The Cubs have officially signed Cuban outfielder Jorge Soler, according to Doug Padilla of ESPNChicago.com (via Twitter). General Manager Jed Hoyer says that Soler, 20, will start in the minors as a rightfielder with no timetable to come to Chicago, Padilla tweets.
The Cubs won the bidding for Soler with a nine-year deal worth roughly $30MM earlier this month. The two sides wound up cutting it close as Soler had until tomorrow at 11:59 p.m. to ink the deal with Chicago or lose approximately $27MM. Any international deal signed after Sunday can only be for a maximum of $2.9MM under the new rules.
The Praver Shapiro Sports Management client also had interest from a number of other clubs, including the Phillies, Astros, Pirates, Indians, Red Sox, Yankees, and Blue Jays. Chicago can now add Soler to the 40-man roster after designating Randy Wells for assignment.
baseball52
Woo
cubsfanbudman
I don’t technically fully understand moves like “designated for assignment.” I get we sent Wells back to Triple A, but I don’t get why we had to make room for Soler on the 40 man roster. He’s not expected to come up to the big leagues in at least 2 years, couldn’t he have stayed off the 40 man roster and still be in the Cub’s system. If someone can clarify for me that would be great.
jwsox
More than likely it’s one of two things, 1 it’s written into his contract he has to be on the 40 man. Or 2 it’s to protect him from the rule 5 draft.
baseball52
You need to have a certain amount of service time without making the 40 man before you’re Rule 5 eligible. It’s in his contract.
leachim2
He signed a major league contract like draft picks used to. I think it means that they have to be in the majors with the signing team. Not sure
jwsox
I understand it’s a 9 yr deal, but I wonder the exact details. Like opt outs for arb, opt outs for free agency. Mandatory 25 man promotion dates stuff like that.
jb226 2
Don’t know about the rest but it was already reported he can opt out once he’s arbitration eligible.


_WHAT YOU SHOULD DO_. Output all entries exactly as they appear and skip the pictures.

_DATA_.
== Segment start ==

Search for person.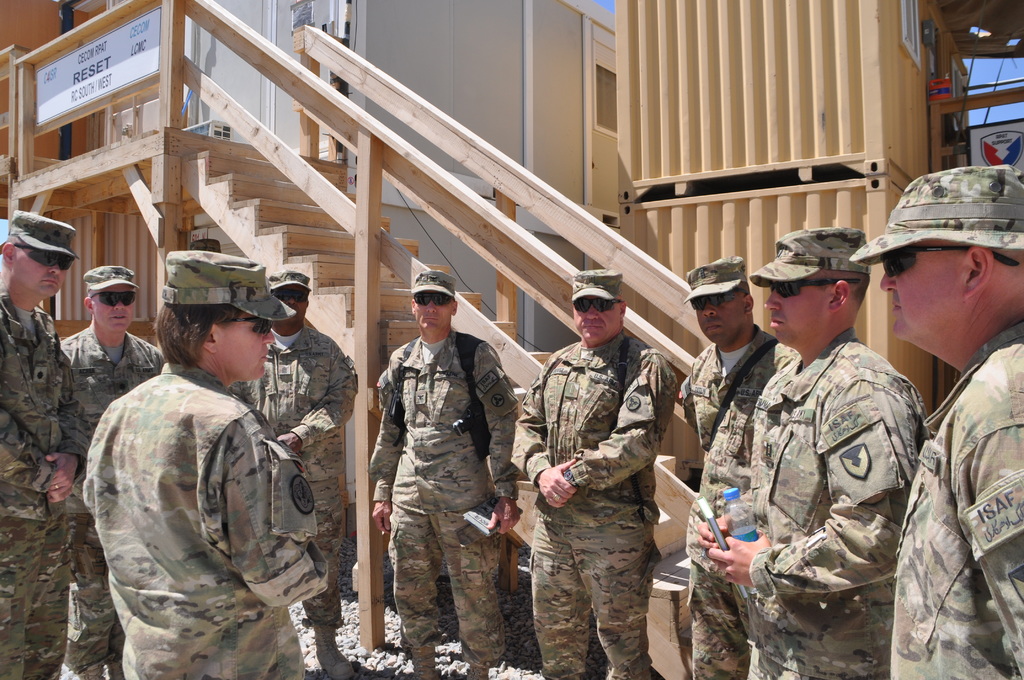
Found at box=[368, 268, 520, 679].
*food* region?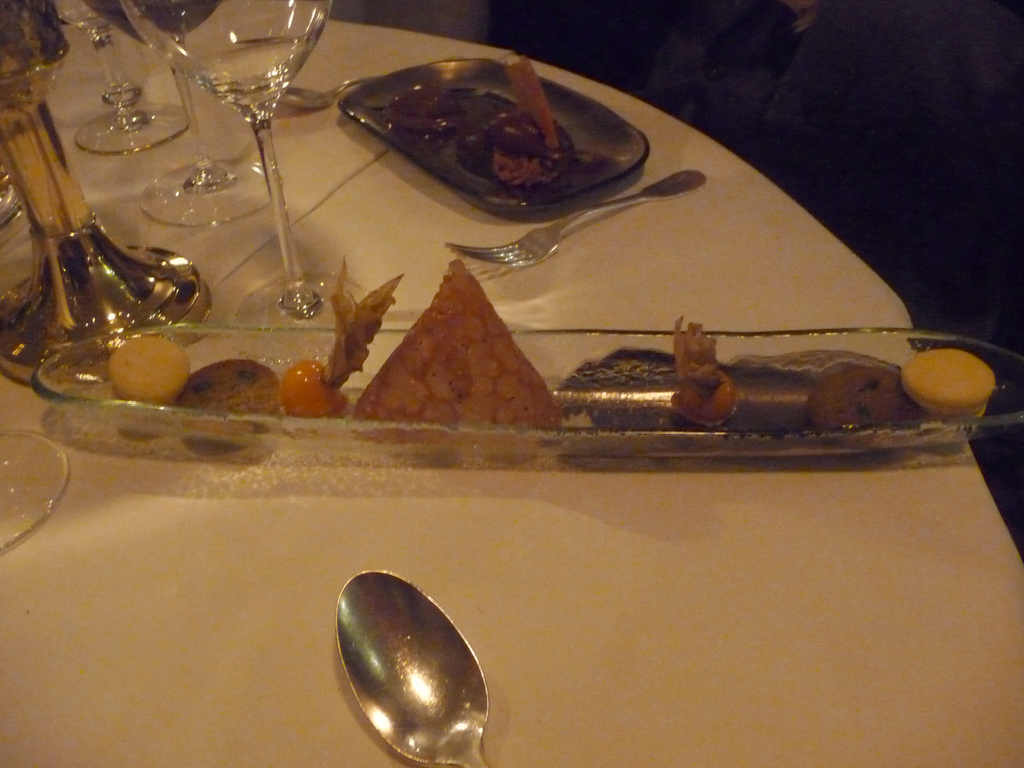
x1=109, y1=332, x2=192, y2=430
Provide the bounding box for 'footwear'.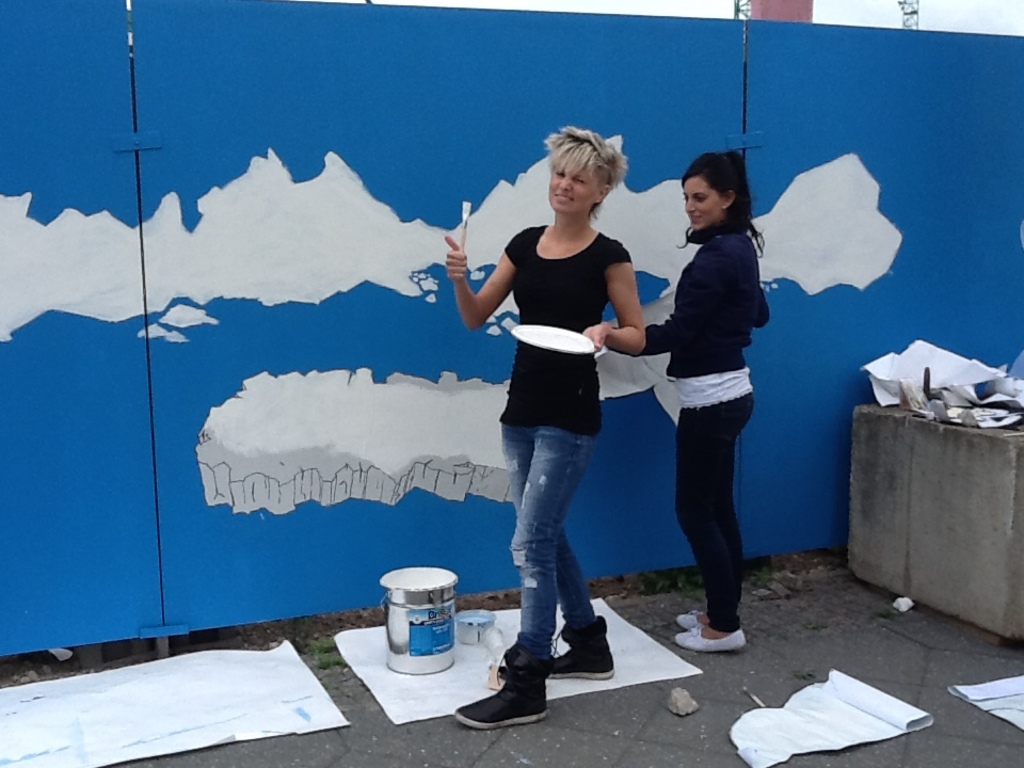
crop(466, 639, 555, 738).
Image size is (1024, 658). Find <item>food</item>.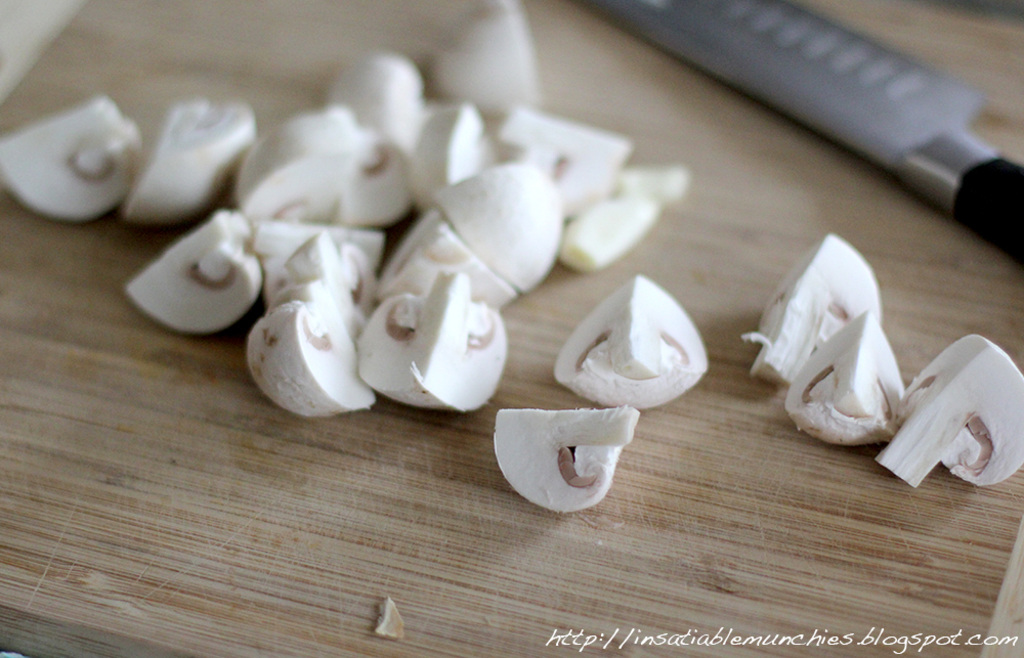
x1=0 y1=3 x2=1023 y2=527.
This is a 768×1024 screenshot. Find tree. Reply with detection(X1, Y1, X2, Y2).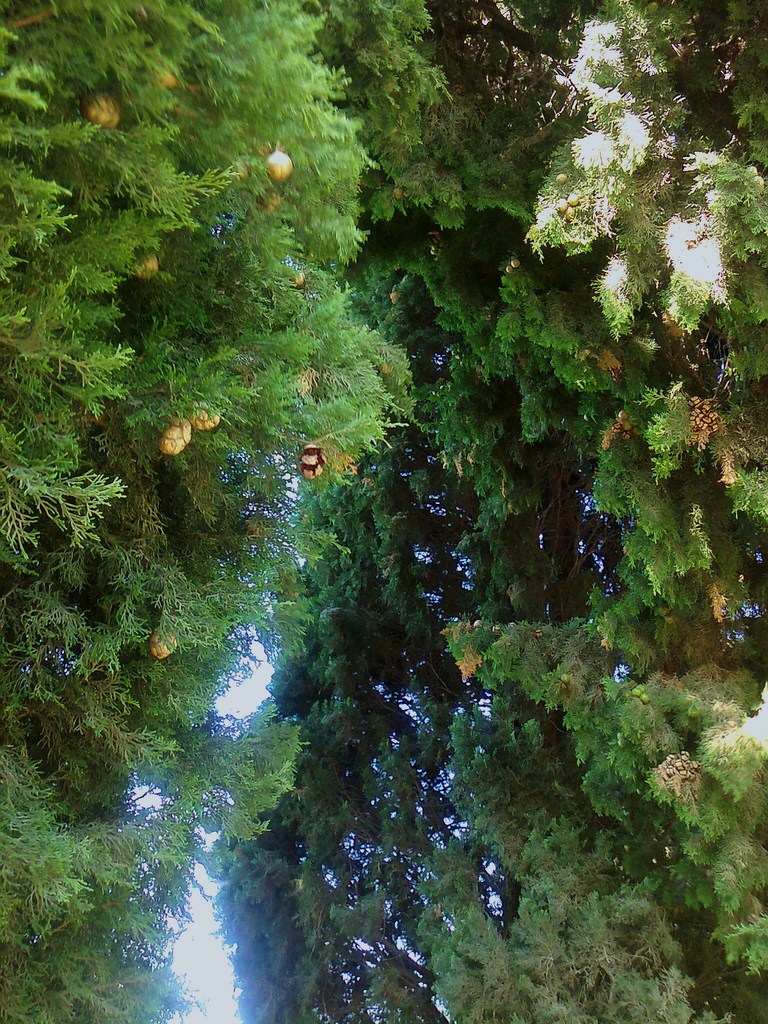
detection(212, 0, 765, 1023).
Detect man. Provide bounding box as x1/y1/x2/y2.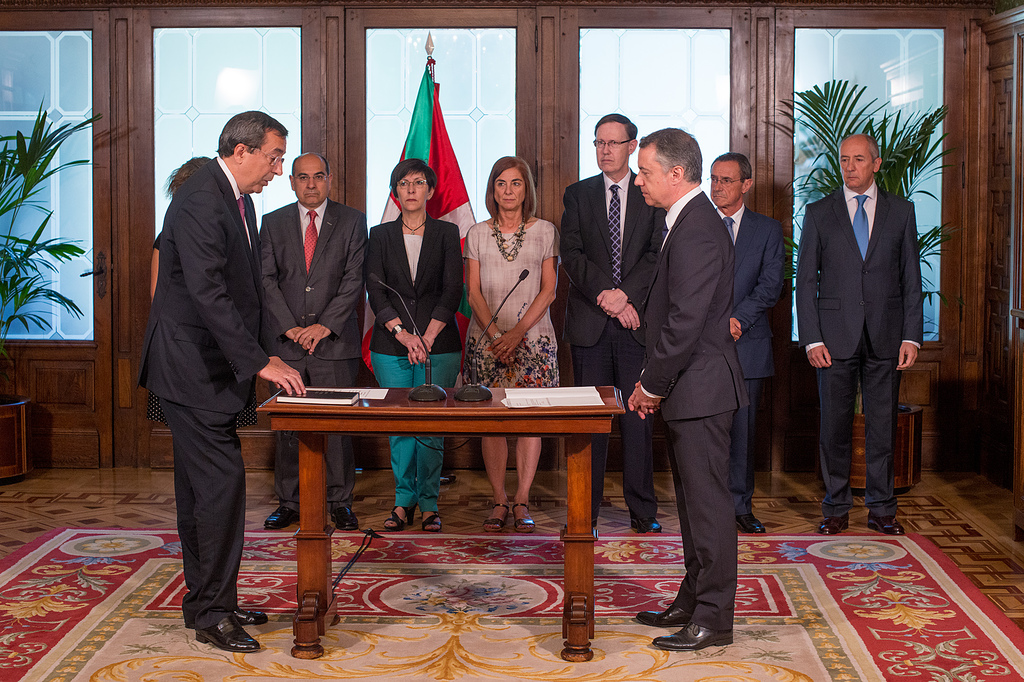
262/155/371/530.
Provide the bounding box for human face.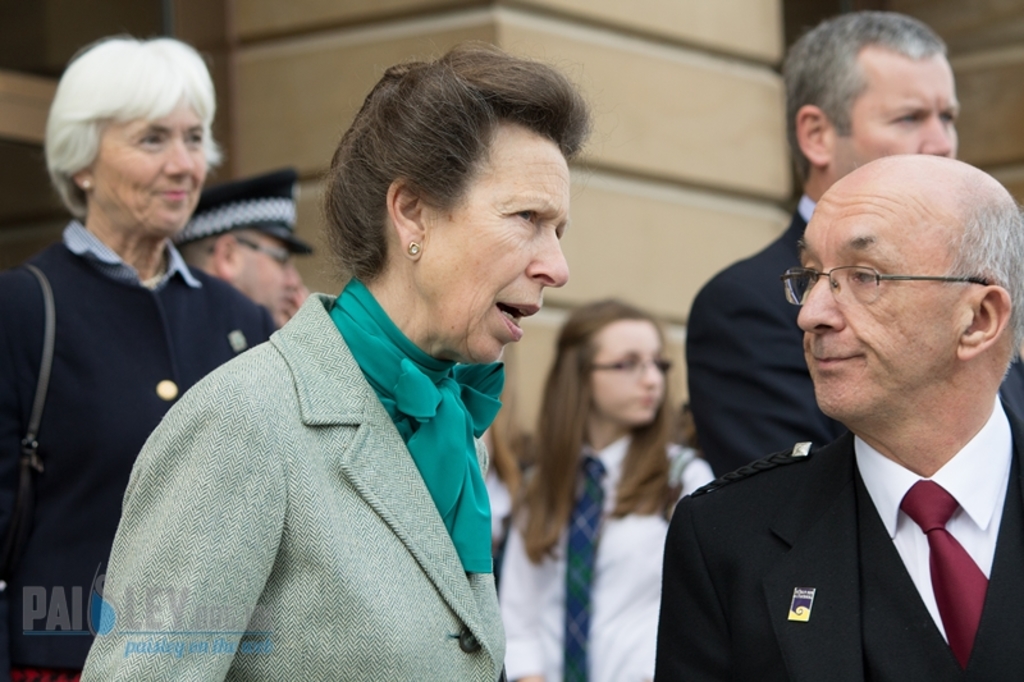
rect(229, 237, 308, 326).
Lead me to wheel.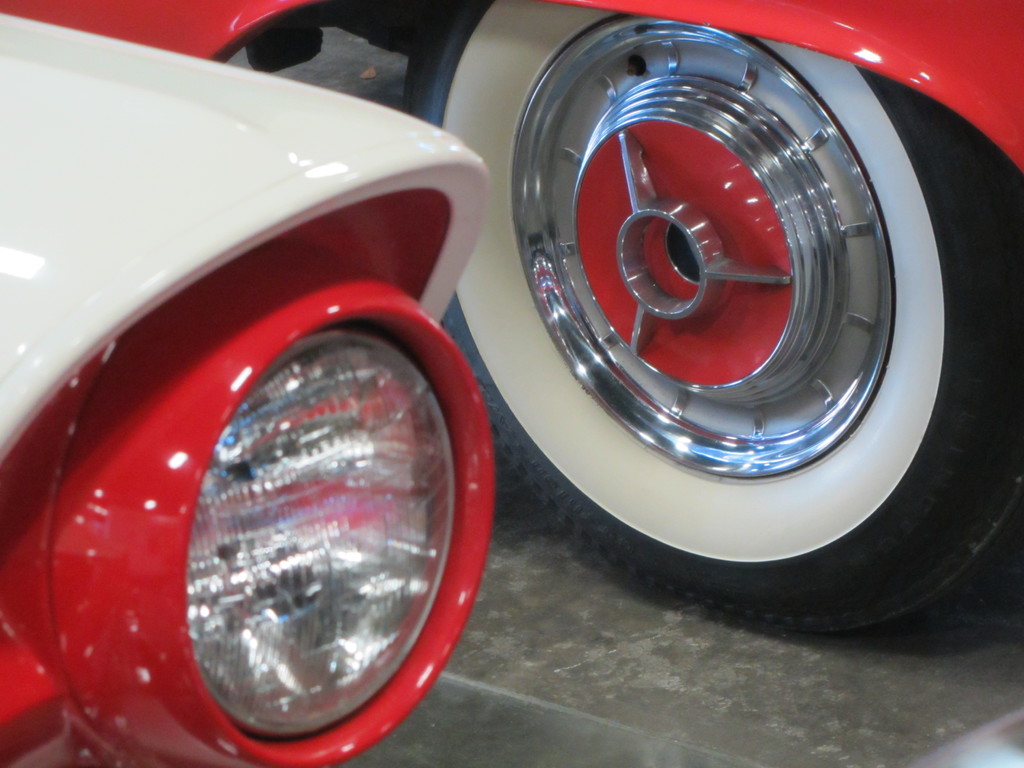
Lead to Rect(399, 0, 1023, 643).
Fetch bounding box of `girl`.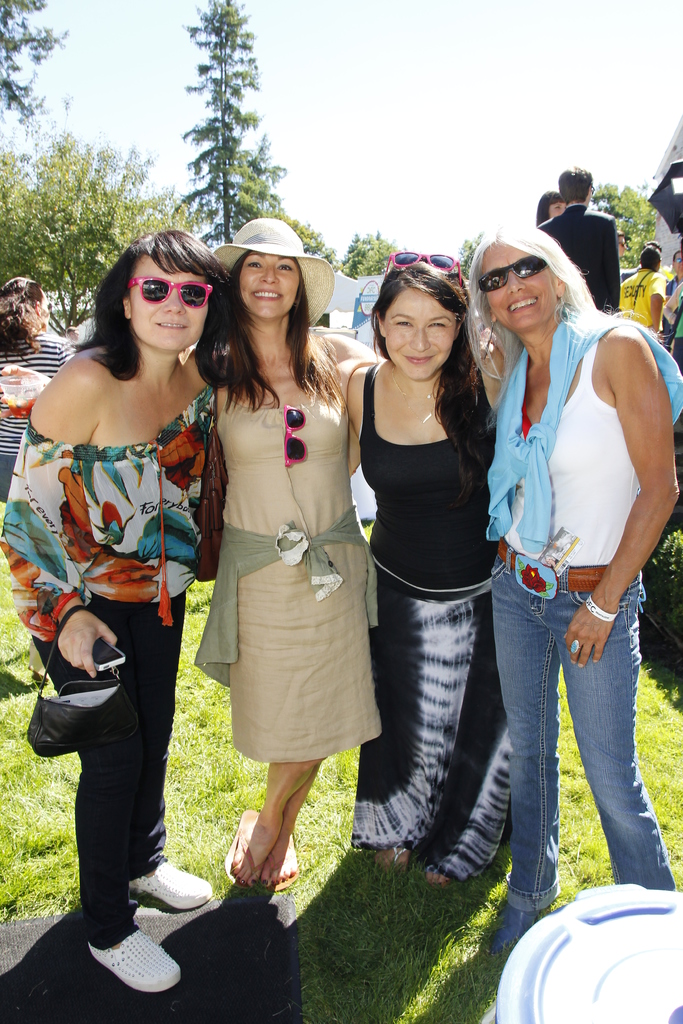
Bbox: 338, 246, 515, 895.
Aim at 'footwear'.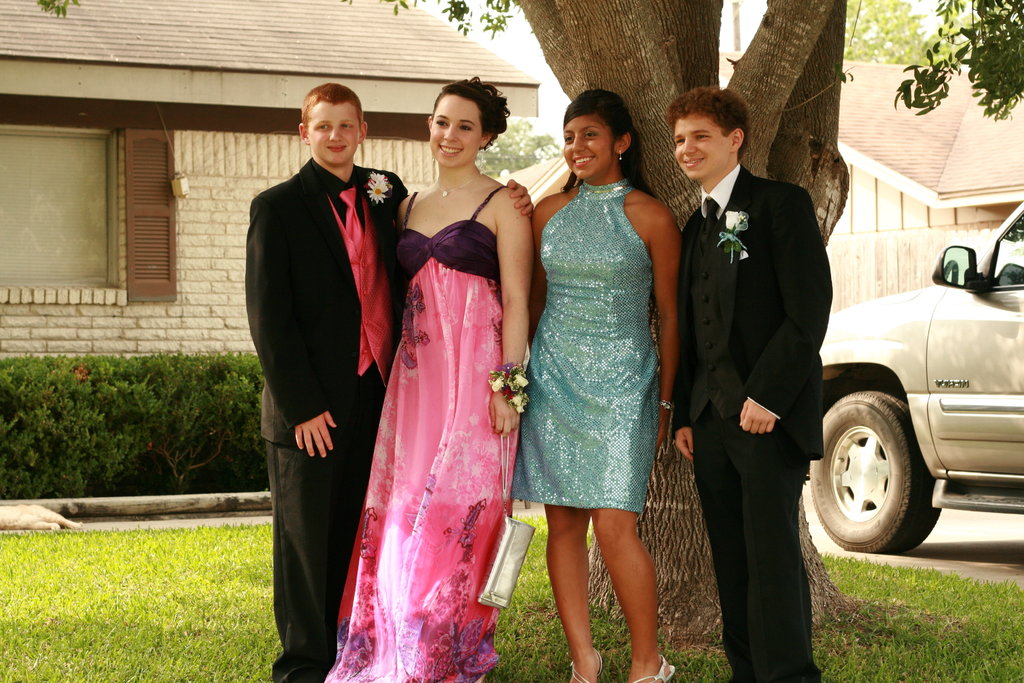
Aimed at [left=570, top=649, right=607, bottom=682].
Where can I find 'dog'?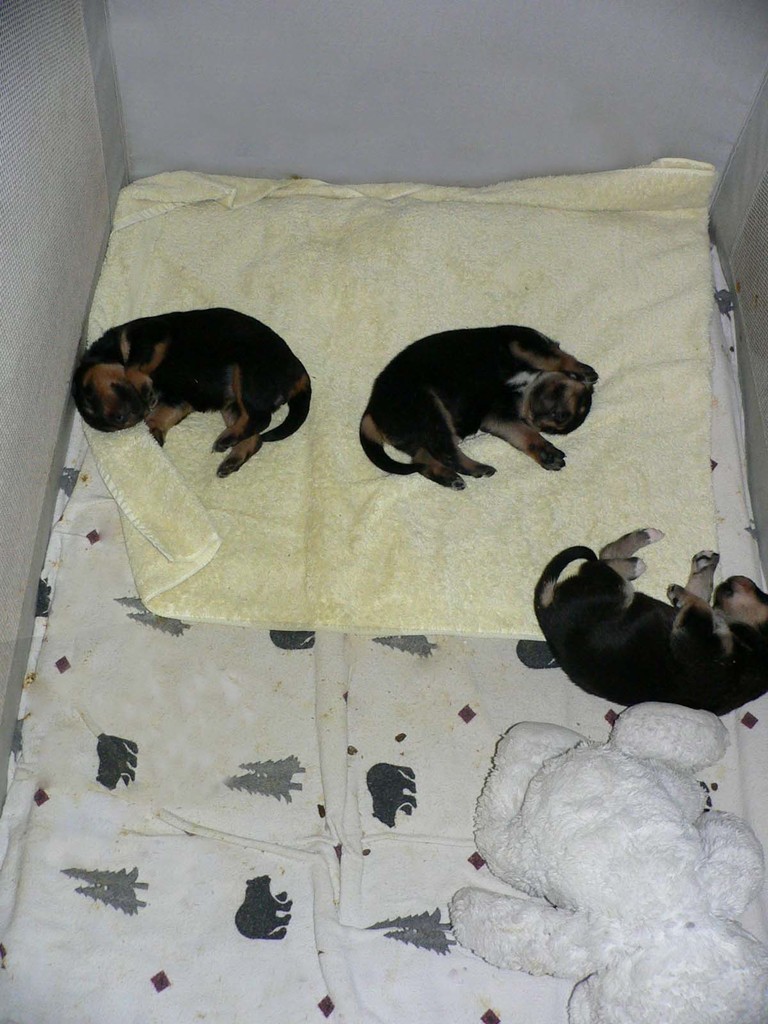
You can find it at box(534, 526, 767, 715).
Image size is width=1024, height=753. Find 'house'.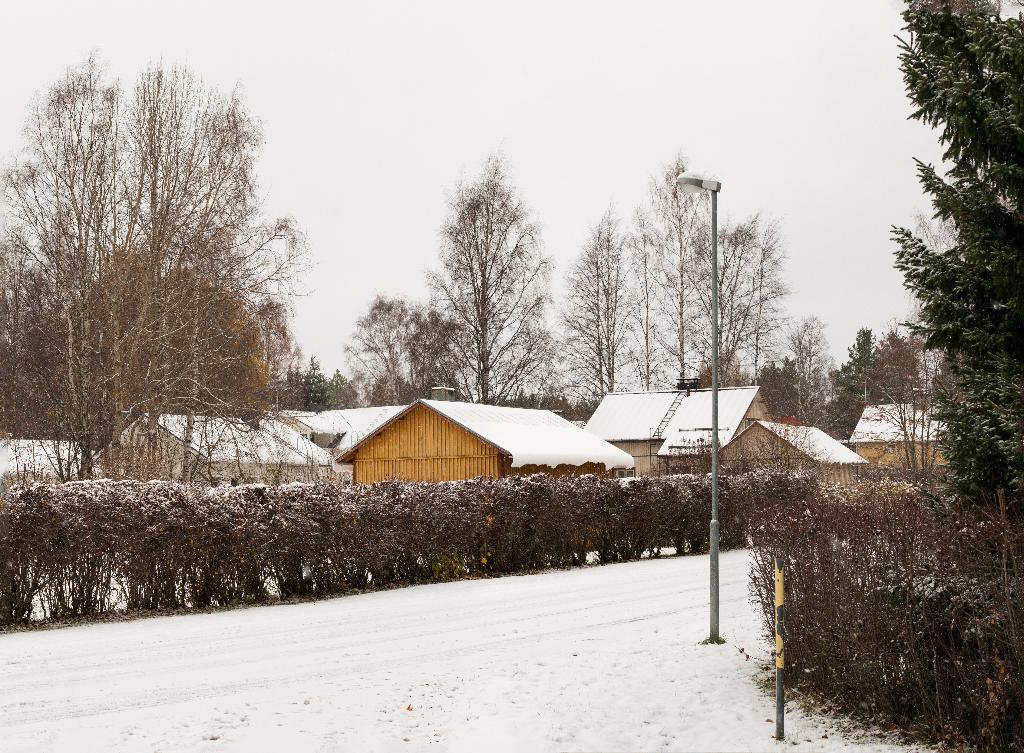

== Segment end ==

_ANSWER SPACE_.
Search for person.
Found at box=[368, 268, 520, 679].
*food* region?
x1=109, y1=332, x2=192, y2=430
Provide the bounding box for 'footwear'.
crop(466, 639, 555, 738).
Image size is (1024, 658). Find <item>food</item>.
x1=0 y1=3 x2=1023 y2=527.
This is a 768×1024 screenshot. Find tree. Reply with detection(X1, Y1, X2, Y2).
detection(212, 0, 765, 1023).
Detect man. Provide bounding box as x1/y1/x2/y2.
262/155/371/530.
Provide the bounding box for human face.
rect(229, 237, 308, 326).
Lead me to wheel.
Lead to Rect(399, 0, 1023, 643).
Fetch bounding box of `girl`.
Bbox: 338, 246, 515, 895.
Aim at 'footwear'.
Aimed at [left=570, top=649, right=607, bottom=682].
Where can I find 'dog'?
You can find it at box(534, 526, 767, 715).
Image size is width=1024, height=753. Find 'house'.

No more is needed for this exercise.